Keith Yellin, Battle Exhortation: The Rhetoric of Combat Leadership. Columbia, S.C.: University of South Carolina Press, coll. "Studies in Rhetoric/Communication", 2008, x-191p.
Isbn 13 (ean): 9781570037351
Recension par Gregory S. Aldrete (University of Wisconsin-Green Bay) dans Bryn Mawr Classical Review: 2008.11.32
Présentation de l'éditeur:
In this groundbreaking examination of the symbolic strategies used to prepare troops for imminent combat, Keith Yellin offers an interdisciplinary look into a mode of rhetorical discourse that has played a prominent role in warfare, history, and popular culture from antiquity to the present day. In Battle Exhortation he focuses on one of the most time-honored forms of motivational communication, the encouraging speech of military commanders, to offer a pragmatic and scholarly evaluation of how persuasion contributes to combat leadership.
Yellin establishes battle exhortation as a distinct genre of discourse originating from humankind's war-prone history and the age-old need to inspire troops to fight. In illustrating his subject's conventions, Yellin draws from the Bible, classical Greece and Rome, Spanish conquistadors, and especially American military forces. Yellin is also interested in how audiences are socialized to recognize and anticipate this type of communication that precedes difficult team efforts. To account for this dimension he probes examples as diverse as Shakespeare's Henry V, George C. Scott's portrayal of General George S. Patton, and team sports.
Yellin also examines the constraints that shape battle exhortation, including the specific circumstances of a given war, the combat arm of the audience, the presence of nonmilitary observers, and the personal character and style of the speaker. Speculating on the future of battle exhortation while honoring its rich tradition, this work will be of keen interest to students of communication, history, and military leadership.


- **What needs to be done**: All of the data should be copied exactly, with the pictures left out.

- **Records for this exercise**:
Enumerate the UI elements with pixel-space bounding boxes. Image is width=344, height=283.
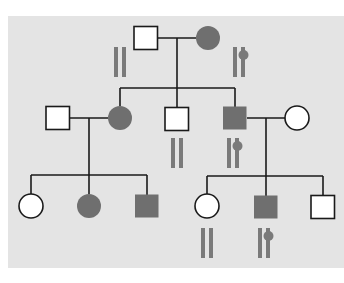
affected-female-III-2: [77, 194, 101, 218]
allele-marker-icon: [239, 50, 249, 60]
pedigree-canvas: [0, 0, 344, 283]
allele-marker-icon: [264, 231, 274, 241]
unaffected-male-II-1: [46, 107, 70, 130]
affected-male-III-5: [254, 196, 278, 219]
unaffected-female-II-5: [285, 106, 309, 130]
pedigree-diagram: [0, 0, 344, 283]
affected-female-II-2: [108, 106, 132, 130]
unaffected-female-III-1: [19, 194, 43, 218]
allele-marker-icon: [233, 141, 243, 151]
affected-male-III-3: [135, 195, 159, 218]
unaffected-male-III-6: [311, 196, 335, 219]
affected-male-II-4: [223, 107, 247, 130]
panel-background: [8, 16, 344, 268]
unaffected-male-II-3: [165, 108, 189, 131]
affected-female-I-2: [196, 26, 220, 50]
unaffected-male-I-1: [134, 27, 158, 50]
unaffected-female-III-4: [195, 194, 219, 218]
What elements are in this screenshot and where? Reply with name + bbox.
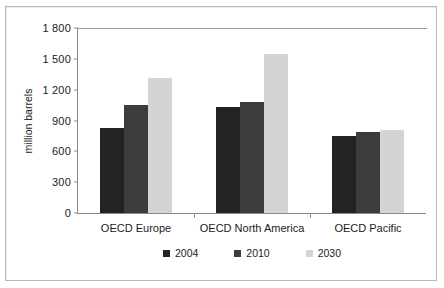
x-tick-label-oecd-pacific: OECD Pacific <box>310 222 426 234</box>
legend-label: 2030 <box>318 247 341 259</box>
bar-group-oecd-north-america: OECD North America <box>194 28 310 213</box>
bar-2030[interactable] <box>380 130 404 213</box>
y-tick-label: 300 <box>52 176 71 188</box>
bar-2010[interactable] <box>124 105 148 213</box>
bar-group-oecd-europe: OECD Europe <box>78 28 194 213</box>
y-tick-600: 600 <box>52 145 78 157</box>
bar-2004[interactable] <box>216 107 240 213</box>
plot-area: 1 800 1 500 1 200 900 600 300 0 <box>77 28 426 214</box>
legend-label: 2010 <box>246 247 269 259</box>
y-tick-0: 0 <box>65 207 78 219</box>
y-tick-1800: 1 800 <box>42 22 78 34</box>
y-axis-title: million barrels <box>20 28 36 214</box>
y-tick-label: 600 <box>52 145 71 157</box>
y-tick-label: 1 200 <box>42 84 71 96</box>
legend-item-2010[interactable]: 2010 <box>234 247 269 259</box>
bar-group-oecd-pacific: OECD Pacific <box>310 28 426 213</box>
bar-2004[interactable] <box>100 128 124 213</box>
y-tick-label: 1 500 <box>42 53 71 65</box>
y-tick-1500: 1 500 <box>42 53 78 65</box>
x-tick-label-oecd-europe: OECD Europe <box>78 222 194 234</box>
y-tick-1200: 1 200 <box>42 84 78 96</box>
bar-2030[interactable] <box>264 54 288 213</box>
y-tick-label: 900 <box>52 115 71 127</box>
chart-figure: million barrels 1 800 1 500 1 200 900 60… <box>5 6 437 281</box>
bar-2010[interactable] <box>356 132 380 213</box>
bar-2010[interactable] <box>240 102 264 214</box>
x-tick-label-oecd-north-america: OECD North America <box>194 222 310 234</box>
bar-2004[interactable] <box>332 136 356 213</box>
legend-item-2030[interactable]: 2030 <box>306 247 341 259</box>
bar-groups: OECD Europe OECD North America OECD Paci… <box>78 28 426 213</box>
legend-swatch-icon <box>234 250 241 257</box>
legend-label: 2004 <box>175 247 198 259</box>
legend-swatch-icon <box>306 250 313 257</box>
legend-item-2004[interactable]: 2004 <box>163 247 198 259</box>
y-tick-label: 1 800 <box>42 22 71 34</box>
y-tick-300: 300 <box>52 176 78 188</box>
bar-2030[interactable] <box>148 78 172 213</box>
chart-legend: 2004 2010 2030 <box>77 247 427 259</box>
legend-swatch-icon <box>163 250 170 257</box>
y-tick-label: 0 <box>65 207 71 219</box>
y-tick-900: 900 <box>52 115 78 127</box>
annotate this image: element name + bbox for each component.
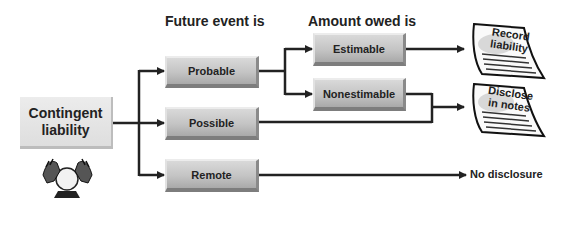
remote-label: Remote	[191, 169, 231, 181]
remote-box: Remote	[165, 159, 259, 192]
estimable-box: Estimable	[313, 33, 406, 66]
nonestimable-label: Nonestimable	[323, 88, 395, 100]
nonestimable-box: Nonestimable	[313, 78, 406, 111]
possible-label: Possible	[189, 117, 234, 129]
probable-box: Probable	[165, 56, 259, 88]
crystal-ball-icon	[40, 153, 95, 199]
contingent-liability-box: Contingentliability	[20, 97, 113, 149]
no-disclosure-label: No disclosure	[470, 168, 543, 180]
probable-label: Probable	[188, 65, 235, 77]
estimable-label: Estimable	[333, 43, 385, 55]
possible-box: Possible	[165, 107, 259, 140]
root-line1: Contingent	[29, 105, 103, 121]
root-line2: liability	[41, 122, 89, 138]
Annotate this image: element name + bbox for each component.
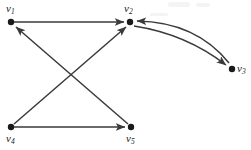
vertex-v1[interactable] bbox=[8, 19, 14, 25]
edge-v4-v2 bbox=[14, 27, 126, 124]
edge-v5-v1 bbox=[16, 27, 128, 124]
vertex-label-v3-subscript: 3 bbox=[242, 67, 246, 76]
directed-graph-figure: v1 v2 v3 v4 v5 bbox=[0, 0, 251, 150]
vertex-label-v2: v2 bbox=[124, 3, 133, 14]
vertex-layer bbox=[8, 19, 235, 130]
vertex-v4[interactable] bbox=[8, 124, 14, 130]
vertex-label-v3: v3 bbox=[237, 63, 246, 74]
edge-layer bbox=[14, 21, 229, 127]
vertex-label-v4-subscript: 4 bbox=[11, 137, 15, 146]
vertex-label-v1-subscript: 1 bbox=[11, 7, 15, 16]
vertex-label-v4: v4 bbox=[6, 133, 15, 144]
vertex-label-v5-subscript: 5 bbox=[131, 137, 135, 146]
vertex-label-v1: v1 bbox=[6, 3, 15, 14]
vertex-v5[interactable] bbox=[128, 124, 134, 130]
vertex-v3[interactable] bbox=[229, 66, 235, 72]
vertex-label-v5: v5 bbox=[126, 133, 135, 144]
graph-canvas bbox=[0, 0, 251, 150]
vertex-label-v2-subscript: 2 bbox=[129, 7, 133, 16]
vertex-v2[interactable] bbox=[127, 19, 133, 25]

- **Answer space**:
Enumerate the UI elements with pixel-space bounding boxes. Image is width=344, height=283.
affected-female-III-2: [77, 194, 101, 218]
allele-marker-icon: [239, 50, 249, 60]
pedigree-canvas: [0, 0, 344, 283]
allele-marker-icon: [264, 231, 274, 241]
unaffected-male-II-1: [46, 107, 70, 130]
affected-male-III-5: [254, 196, 278, 219]
unaffected-female-II-5: [285, 106, 309, 130]
pedigree-diagram: [0, 0, 344, 283]
affected-female-II-2: [108, 106, 132, 130]
unaffected-female-III-1: [19, 194, 43, 218]
allele-marker-icon: [233, 141, 243, 151]
affected-male-III-3: [135, 195, 159, 218]
unaffected-male-III-6: [311, 196, 335, 219]
affected-male-II-4: [223, 107, 247, 130]
panel-background: [8, 16, 344, 268]
unaffected-male-II-3: [165, 108, 189, 131]
affected-female-I-2: [196, 26, 220, 50]
unaffected-male-I-1: [134, 27, 158, 50]
unaffected-female-III-4: [195, 194, 219, 218]
What elements are in this screenshot and where? Reply with name + bbox.
x-tick-label-oecd-pacific: OECD Pacific <box>310 222 426 234</box>
legend-label: 2030 <box>318 247 341 259</box>
bar-group-oecd-north-america: OECD North America <box>194 28 310 213</box>
bar-2030[interactable] <box>380 130 404 213</box>
y-tick-label: 300 <box>52 176 71 188</box>
bar-2010[interactable] <box>124 105 148 213</box>
bar-group-oecd-europe: OECD Europe <box>78 28 194 213</box>
y-tick-600: 600 <box>52 145 78 157</box>
bar-2004[interactable] <box>216 107 240 213</box>
plot-area: 1 800 1 500 1 200 900 600 300 0 <box>77 28 426 214</box>
legend-label: 2010 <box>246 247 269 259</box>
y-tick-0: 0 <box>65 207 78 219</box>
y-tick-1800: 1 800 <box>42 22 78 34</box>
y-axis-title: million barrels <box>20 28 36 214</box>
y-tick-label: 600 <box>52 145 71 157</box>
y-tick-label: 1 200 <box>42 84 71 96</box>
legend-item-2010[interactable]: 2010 <box>234 247 269 259</box>
bar-group-oecd-pacific: OECD Pacific <box>310 28 426 213</box>
bar-2004[interactable] <box>100 128 124 213</box>
y-tick-label: 1 500 <box>42 53 71 65</box>
y-tick-1500: 1 500 <box>42 53 78 65</box>
x-tick-label-oecd-europe: OECD Europe <box>78 222 194 234</box>
y-tick-1200: 1 200 <box>42 84 78 96</box>
bar-2030[interactable] <box>264 54 288 213</box>
y-tick-label: 900 <box>52 115 71 127</box>
chart-figure: million barrels 1 800 1 500 1 200 900 60… <box>5 6 437 281</box>
bar-2010[interactable] <box>356 132 380 213</box>
bar-2010[interactable] <box>240 102 264 214</box>
x-tick-label-oecd-north-america: OECD North America <box>194 222 310 234</box>
bar-2004[interactable] <box>332 136 356 213</box>
legend-item-2030[interactable]: 2030 <box>306 247 341 259</box>
bar-groups: OECD Europe OECD North America OECD Paci… <box>78 28 426 213</box>
legend-swatch-icon <box>234 250 241 257</box>
legend-label: 2004 <box>175 247 198 259</box>
legend-swatch-icon <box>306 250 313 257</box>
legend-item-2004[interactable]: 2004 <box>163 247 198 259</box>
y-tick-label: 1 800 <box>42 22 71 34</box>
y-tick-300: 300 <box>52 176 78 188</box>
bar-2030[interactable] <box>148 78 172 213</box>
chart-legend: 2004 2010 2030 <box>77 247 427 259</box>
legend-swatch-icon <box>163 250 170 257</box>
y-tick-label: 0 <box>65 207 71 219</box>
y-tick-900: 900 <box>52 115 78 127</box>
annotate this image: element name + bbox for each component.
remote-label: Remote	[191, 169, 231, 181]
remote-box: Remote	[165, 159, 259, 192]
estimable-box: Estimable	[313, 33, 406, 66]
nonestimable-label: Nonestimable	[323, 88, 395, 100]
nonestimable-box: Nonestimable	[313, 78, 406, 111]
possible-label: Possible	[189, 117, 234, 129]
probable-box: Probable	[165, 56, 259, 88]
crystal-ball-icon	[40, 153, 95, 199]
contingent-liability-box: Contingentliability	[20, 97, 113, 149]
no-disclosure-label: No disclosure	[470, 168, 543, 180]
probable-label: Probable	[188, 65, 235, 77]
estimable-label: Estimable	[333, 43, 385, 55]
possible-box: Possible	[165, 107, 259, 140]
root-line1: Contingent	[29, 105, 103, 121]
root-line2: liability	[41, 122, 89, 138]
Annotate this image: element name + bbox for each component.
vertex-v1[interactable] bbox=[8, 19, 14, 25]
edge-v4-v2 bbox=[14, 27, 126, 124]
edge-v5-v1 bbox=[16, 27, 128, 124]
vertex-label-v3-subscript: 3 bbox=[242, 67, 246, 76]
directed-graph-figure: v1 v2 v3 v4 v5 bbox=[0, 0, 251, 150]
vertex-label-v2: v2 bbox=[124, 3, 133, 14]
vertex-layer bbox=[8, 19, 235, 130]
vertex-v4[interactable] bbox=[8, 124, 14, 130]
vertex-label-v3: v3 bbox=[237, 63, 246, 74]
edge-layer bbox=[14, 21, 229, 127]
vertex-label-v4-subscript: 4 bbox=[11, 137, 15, 146]
vertex-label-v1-subscript: 1 bbox=[11, 7, 15, 16]
vertex-label-v4: v4 bbox=[6, 133, 15, 144]
vertex-label-v5-subscript: 5 bbox=[131, 137, 135, 146]
vertex-label-v1: v1 bbox=[6, 3, 15, 14]
vertex-v5[interactable] bbox=[128, 124, 134, 130]
vertex-v3[interactable] bbox=[229, 66, 235, 72]
vertex-label-v5: v5 bbox=[126, 133, 135, 144]
graph-canvas bbox=[0, 0, 251, 150]
vertex-label-v2-subscript: 2 bbox=[129, 7, 133, 16]
vertex-v2[interactable] bbox=[127, 19, 133, 25]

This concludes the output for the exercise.